Supreme Court Allows Abortion Pill By Mail To Continue As Legal Fight Moves Forward
by Emmitt Barry, Worthy News Washington D.C. Bureau Chief
(Worthy News) – The Supreme Court on Thursday allowed continued access to the abortion pill mifepristone by telehealth and mail, temporarily blocking a lower court ruling that would have restored in-person dispensing requirements and limited the drug’s reach into states with abortion restrictions.
The order leaves in place the Food and Drug Administration’s 2023 policy allowing mifepristone to be prescribed remotely and delivered by mail while the lawsuit continues. The case was brought by Louisiana, which argued that the Biden-era FDA rule undermined state abortion laws after the Supreme Court’s 2022 Dobbs decision returned abortion regulation to the states.
The justices did not explain their reasoning. Justices Samuel Alito and Clarence Thomas dissented, warning that the Court’s action undercuts the very federalism principle at the heart of Dobbs. Alito wrote that the case involves what he described as a scheme to weaken the Court’s 2022 ruling, which restored the authority of states to regulate abortion within their own borders.
Thomas also pointed to the Comstock Act, the 19th-century federal law restricting the mailing of abortion-related materials, arguing that the drugmakers could not claim legal injury from an order that made it harder for them to engage in conduct he viewed as unlawful.
The decision pauses a ruling from the 5th U.S. Circuit Court of Appeals, which had said the FDA’s telehealth and mail-order policy should be put on hold while the case proceeds. Louisiana Attorney General Liz Murrill called the Supreme Court’s intervention a troubling rejection of “common-sense” medical oversight.
The FDA, now operating under President Trump, has said it is reviewing the 2023 policy. Notably, the administration did not file a brief defending the rule, leaving mifepristone manufacturers Danco Laboratories and GenBioPro to ask the high court to preserve access.
Democrats and abortion-rights groups celebrated the order but made clear they intend to keep abortion at the center of the midterm elections. Senate Minority Leader Charles Schumer said the order preserves access “for the time being,” while warning that abortion access remains under attack.
Pro-life advocates, meanwhile, argue that mail-order abortion drugs allow abortion providers to bypass state laws and remove critical medical oversight from a procedure that ends unborn life and may carry health risks for women when handled without direct physician supervision.
Mifepristone is typically used with misoprostol in medication abortions. The drug blocks progesterone, causing the uterine lining to break down, while misoprostol induces contractions. Medication abortion now accounts for roughly two-thirds of U.S. abortions, and telehealth abortions have fueled a nationwide increase since the fall of Roe v. Wade, according to abortion-rights research group the Guttmacher Institute.
The Court’s order does not end the case. It keeps the current FDA rules in place while the legal battle continues — and ensures that the fight over abortion pills, state sovereignty, federal drug authority, and the reach of Dobbs will remain one of the nation’s most explosive legal and moral debates.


__Prompt__. Every record that follows must be given again exactly.
Start of Material for this task
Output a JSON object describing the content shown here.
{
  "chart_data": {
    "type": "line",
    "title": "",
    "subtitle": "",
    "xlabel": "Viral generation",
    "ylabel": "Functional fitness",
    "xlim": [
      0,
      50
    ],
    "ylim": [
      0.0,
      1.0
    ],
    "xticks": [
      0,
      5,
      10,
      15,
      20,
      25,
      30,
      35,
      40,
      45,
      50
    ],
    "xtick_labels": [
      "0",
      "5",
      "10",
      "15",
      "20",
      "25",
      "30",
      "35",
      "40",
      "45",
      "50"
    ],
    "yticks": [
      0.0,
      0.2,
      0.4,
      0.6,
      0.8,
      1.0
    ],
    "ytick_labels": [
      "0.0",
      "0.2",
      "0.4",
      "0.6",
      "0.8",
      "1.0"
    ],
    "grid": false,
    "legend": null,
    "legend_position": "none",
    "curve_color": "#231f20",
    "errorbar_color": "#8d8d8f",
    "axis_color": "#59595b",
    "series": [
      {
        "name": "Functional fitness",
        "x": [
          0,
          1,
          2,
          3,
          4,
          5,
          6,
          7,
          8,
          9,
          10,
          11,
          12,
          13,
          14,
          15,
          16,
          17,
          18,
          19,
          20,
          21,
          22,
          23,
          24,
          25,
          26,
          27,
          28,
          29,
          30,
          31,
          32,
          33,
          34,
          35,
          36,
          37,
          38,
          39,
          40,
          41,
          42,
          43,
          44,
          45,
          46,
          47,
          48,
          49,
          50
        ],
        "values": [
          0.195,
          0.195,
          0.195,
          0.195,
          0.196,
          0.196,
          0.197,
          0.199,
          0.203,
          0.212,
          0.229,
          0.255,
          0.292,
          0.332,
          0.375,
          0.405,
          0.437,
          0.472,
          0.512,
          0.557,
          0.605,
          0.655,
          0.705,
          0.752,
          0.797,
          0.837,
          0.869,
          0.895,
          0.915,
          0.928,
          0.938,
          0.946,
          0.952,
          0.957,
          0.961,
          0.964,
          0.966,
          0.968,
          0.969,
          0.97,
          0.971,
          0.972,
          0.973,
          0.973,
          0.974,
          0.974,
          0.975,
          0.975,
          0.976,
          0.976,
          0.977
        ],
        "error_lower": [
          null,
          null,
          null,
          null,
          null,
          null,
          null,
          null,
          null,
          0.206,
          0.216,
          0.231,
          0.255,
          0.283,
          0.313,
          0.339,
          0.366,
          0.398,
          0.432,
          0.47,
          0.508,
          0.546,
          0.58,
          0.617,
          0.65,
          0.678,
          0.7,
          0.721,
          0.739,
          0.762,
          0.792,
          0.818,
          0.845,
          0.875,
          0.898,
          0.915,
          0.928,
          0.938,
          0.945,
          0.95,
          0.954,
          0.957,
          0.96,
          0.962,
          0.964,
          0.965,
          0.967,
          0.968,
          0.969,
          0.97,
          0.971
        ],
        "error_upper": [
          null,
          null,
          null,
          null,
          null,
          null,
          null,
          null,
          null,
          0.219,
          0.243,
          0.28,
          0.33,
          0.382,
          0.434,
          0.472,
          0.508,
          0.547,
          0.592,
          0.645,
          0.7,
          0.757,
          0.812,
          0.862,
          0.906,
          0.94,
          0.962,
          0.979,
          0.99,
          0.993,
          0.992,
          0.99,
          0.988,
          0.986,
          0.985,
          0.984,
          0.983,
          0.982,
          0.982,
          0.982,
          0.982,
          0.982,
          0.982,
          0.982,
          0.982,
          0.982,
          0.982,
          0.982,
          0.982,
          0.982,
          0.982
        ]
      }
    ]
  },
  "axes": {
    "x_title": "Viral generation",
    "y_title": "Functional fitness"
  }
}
End of Material for this task
__Solution below__.
Output a JSON object describing the content shown here.
{
  "chart_data": {
    "type": "line",
    "title": "",
    "subtitle": "",
    "xlabel": "Viral generation",
    "ylabel": "Functional fitness",
    "xlim": [
      0,
      50
    ],
    "ylim": [
      0.0,
      1.0
    ],
    "xticks": [
      0,
      5,
      10,
      15,
      20,
      25,
      30,
      35,
      40,
      45,
      50
    ],
    "xtick_labels": [
      "0",
      "5",
      "10",
      "15",
      "20",
      "25",
      "30",
      "35",
      "40",
      "45",
      "50"
    ],
    "yticks": [
      0.0,
      0.2,
      0.4,
      0.6,
      0.8,
      1.0
    ],
    "ytick_labels": [
      "0.0",
      "0.2",
      "0.4",
      "0.6",
      "0.8",
      "1.0"
    ],
    "grid": false,
    "legend": null,
    "legend_position": "none",
    "curve_color": "#231f20",
    "errorbar_color": "#8d8d8f",
    "axis_color": "#59595b",
    "series": [
      {
        "name": "Functional fitness",
        "x": [
          0,
          1,
          2,
          3,
          4,
          5,
          6,
          7,
          8,
          9,
          10,
          11,
          12,
          13,
          14,
          15,
          16,
          17,
          18,
          19,
          20,
          21,
          22,
          23,
          24,
          25,
          26,
          27,
          28,
          29,
          30,
          31,
          32,
          33,
          34,
          35,
          36,
          37,
          38,
          39,
          40,
          41,
          42,
          43,
          44,
          45,
          46,
          47,
          48,
          49,
          50
        ],
        "values": [
          0.195,
          0.195,
          0.195,
          0.195,
          0.196,
          0.196,
          0.197,
          0.199,
          0.203,
          0.212,
          0.229,
          0.255,
          0.292,
          0.332,
          0.375,
          0.405,
          0.437,
          0.472,
          0.512,
          0.557,
          0.605,
          0.655,
          0.705,
          0.752,
          0.797,
          0.837,
          0.869,
          0.895,
          0.915,
          0.928,
          0.938,
          0.946,
          0.952,
          0.957,
          0.961,
          0.964,
          0.966,
          0.968,
          0.969,
          0.97,
          0.971,
          0.972,
          0.973,
          0.973,
          0.974,
          0.974,
          0.975,
          0.975,
          0.976,
          0.976,
          0.977
        ],
        "error_lower": [
          null,
          null,
          null,
          null,
          null,
          null,
          null,
          null,
          null,
          0.206,
          0.216,
          0.231,
          0.255,
          0.283,
          0.313,
          0.339,
          0.366,
          0.398,
          0.432,
          0.47,
          0.508,
          0.546,
          0.58,
          0.617,
          0.65,
          0.678,
          0.7,
          0.721,
          0.739,
          0.762,
          0.792,
          0.818,
          0.845,
          0.875,
          0.898,
          0.915,
          0.928,
          0.938,
          0.945,
          0.95,
          0.954,
          0.957,
          0.96,
          0.962,
          0.964,
          0.965,
          0.967,
          0.968,
          0.969,
          0.97,
          0.971
        ],
        "error_upper": [
          null,
          null,
          null,
          null,
          null,
          null,
          null,
          null,
          null,
          0.219,
          0.243,
          0.28,
          0.33,
          0.382,
          0.434,
          0.472,
          0.508,
          0.547,
          0.592,
          0.645,
          0.7,
          0.757,
          0.812,
          0.862,
          0.906,
          0.94,
          0.962,
          0.979,
          0.99,
          0.993,
          0.992,
          0.99,
          0.988,
          0.986,
          0.985,
          0.984,
          0.983,
          0.982,
          0.982,
          0.982,
          0.982,
          0.982,
          0.982,
          0.982,
          0.982,
          0.982,
          0.982,
          0.982,
          0.982,
          0.982,
          0.982
        ]
      }
    ]
  },
  "axes": {
    "x_title": "Viral generation",
    "y_title": "Functional fitness"
  }
}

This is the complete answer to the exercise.